Marion did a wonderful job selling Cardizem. Docs were in love with that drug. Oraflex by Lilly exited the market even quicker with all the deaths. Feldene was, as you said, just as bad but the docs loved it. My first time meeting a SK rep relaxing in a pharmacy was an early indication why that company was absorbed into SKF and then SK Beechem or whatever now. The rep was so cocky that Tagamet was like gold that he ignored calls for samples, saying the docs had no choice. Oh boy they switched to Zantac en masse just to show those cocky SK reps. Guess you can count Syntex with Naprosyn as another one-drug wonder company that is now gone.
 






Thanks for your historical accuracy. I knew we didn't start things, we just joined the fray at a later point in time (late 80's, right?).

Whoever started this ridiculous shit, WOULD SOMEONE PLEASE STOP IT!!!
Get the idiots from marketing out of control! The idea that a rep can't maintain multiple products is ridiculous. Anyone who is willing to work can cover multiple specialties if they didn't have to see "high decile" people 3 times a month.
 






Ok to smooze and be casual acquaintances with offices but a certain distance is needed to remain professional. I think its a big mistake to blur the line in a 1:1 account relationship. No best buds and managers need to know this.

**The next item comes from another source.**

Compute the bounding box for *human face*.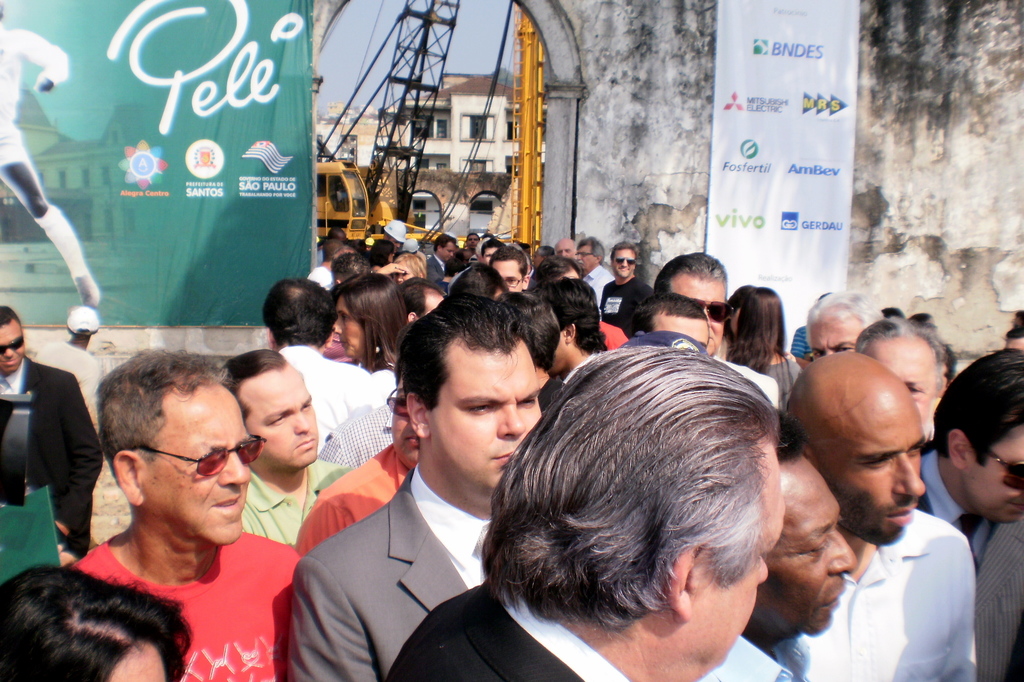
(left=440, top=245, right=454, bottom=261).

Please do not be so anal retentive. I am from the old school. I am not like you, the newer and more professional Merck reps. Our children (doc's and mine) went to the same school. We have the same hobbies. We know each other way beyond an hello, sign, and a hand shake at the office only. We run into each other on weekends making emergency runs to Home Depot all the time. Sorry if it does not sound very professional to you that I actually know my customers on a personal basis. We called it, "Personal Selling". Merck hired reps that live outside the territory the last decade or so. Those reps commute in and leave by 3 or 4 pm. They never know what are going on locally. May be that is why we as a company is faltering?
 






Whoever started this ridiculous shit, WOULD SOMEONE PLEASE STOP IT!!!
Get the idiots from marketing out of control! The idea that a rep can't maintain multiple products is ridiculous. Anyone who is willing to work can cover multiple specialties if they didn't have to see "high decile" people 3 times a month.

You may have a one-city block territory in a large city. But there are other reps that have territories larger than a few other states. A lot of wind shield time. I agree with you about putting a stop to micromanagement. Marketing serves a purpose by letting us know about the whole picture without having to be that rigid or intrusive.

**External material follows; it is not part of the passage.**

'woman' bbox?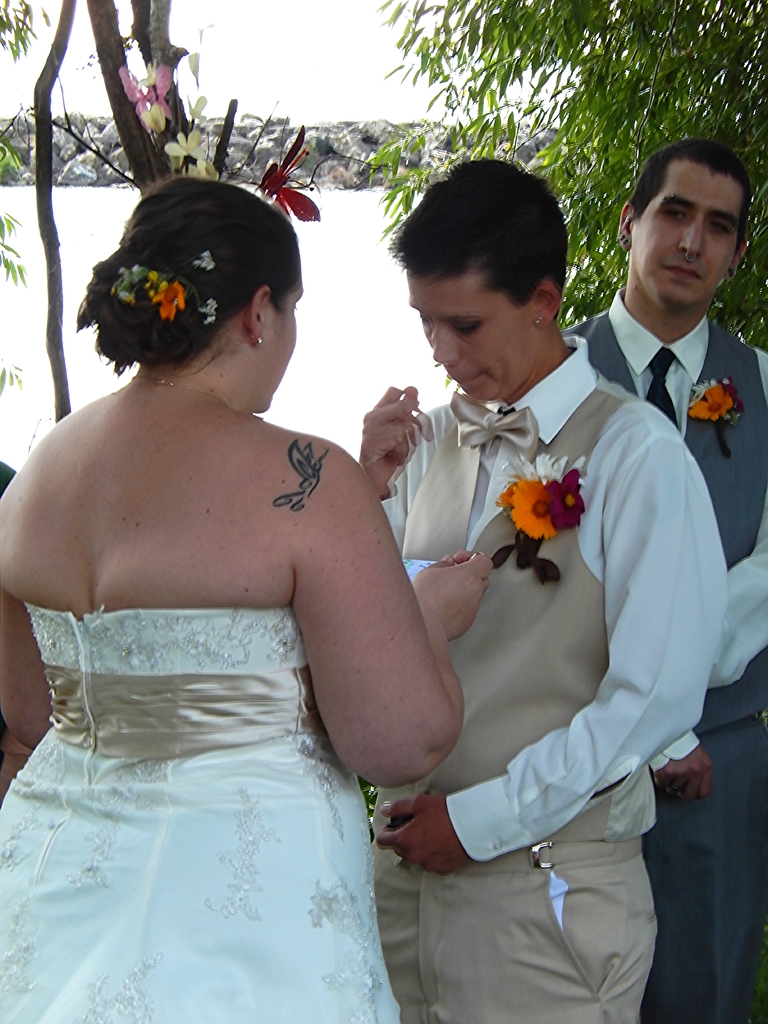
bbox=[0, 168, 492, 1023]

You may be one of the Merck Wonder Star reps. Realistically, for those of us mere mortals, there can only be so many products in your bag before you cannot cover your customers adequately.

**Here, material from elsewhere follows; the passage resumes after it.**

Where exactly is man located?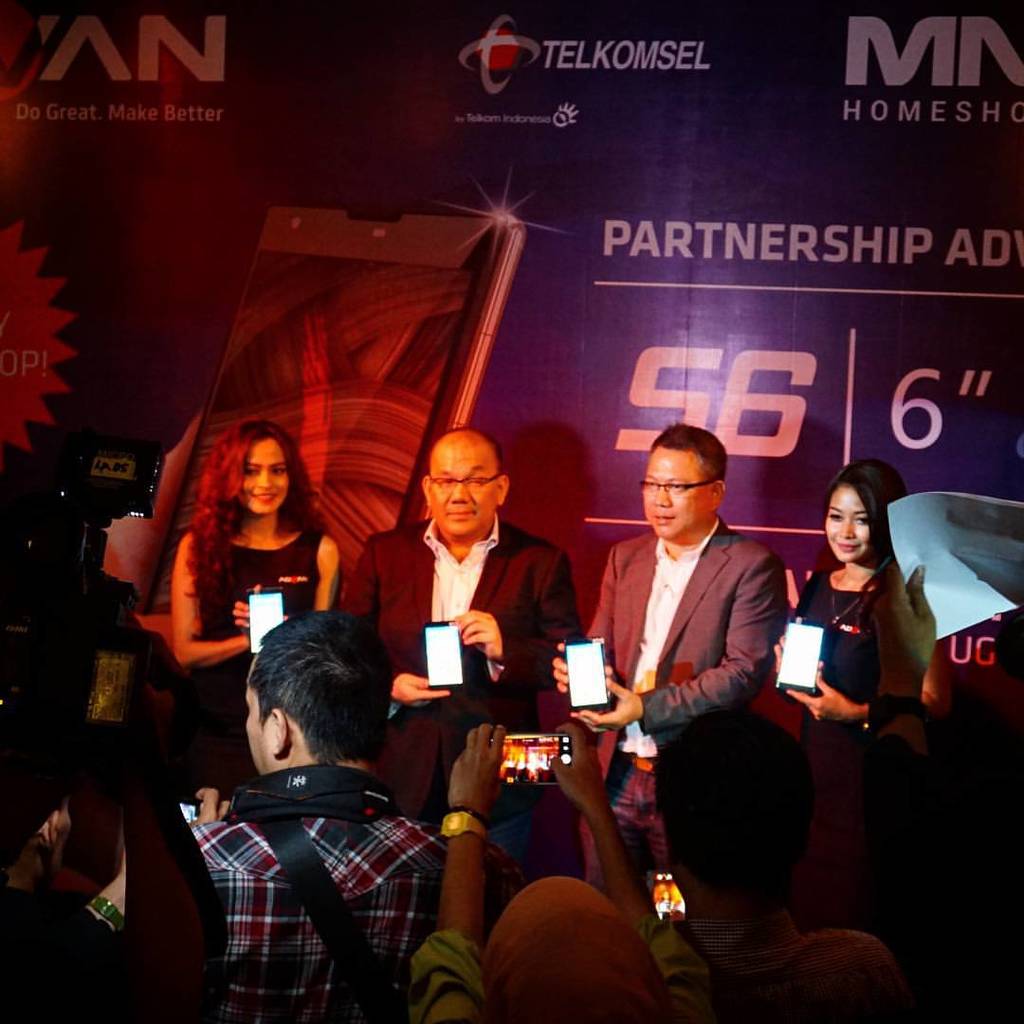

I was in a territory that have pockets of physicians may be 50-100 miles apart. Each pocket, in a city setting, is as many as a large clinic. You cannot go back and forth as easily to track down targeted customers. Imagine when they told us to increase the frequency from once to twice a month. I lived in my territory. Yet sometimes I would drive 2 hours to set up a hospital display at the far end.

At the next national meeting, talk to one of those reps in Alaska, North or South Dakota and see if you can realistically do it. May be you are a Star Genius that can talk sepsis with a ID doc, then anklosing spondylitis with a rheumatologist, then FEV1 with an allergist, then BMD with an endocrinologist, then elevated IOP with an ophthalmologist, back to hepatitis with another ID guy, diabetes with a diabetologist, PT, OT, diabetic educator, ORS, CD, clinical pharmacist, plus of course primary care customers with subspecialties.

May be Merck should fire us all and hire you?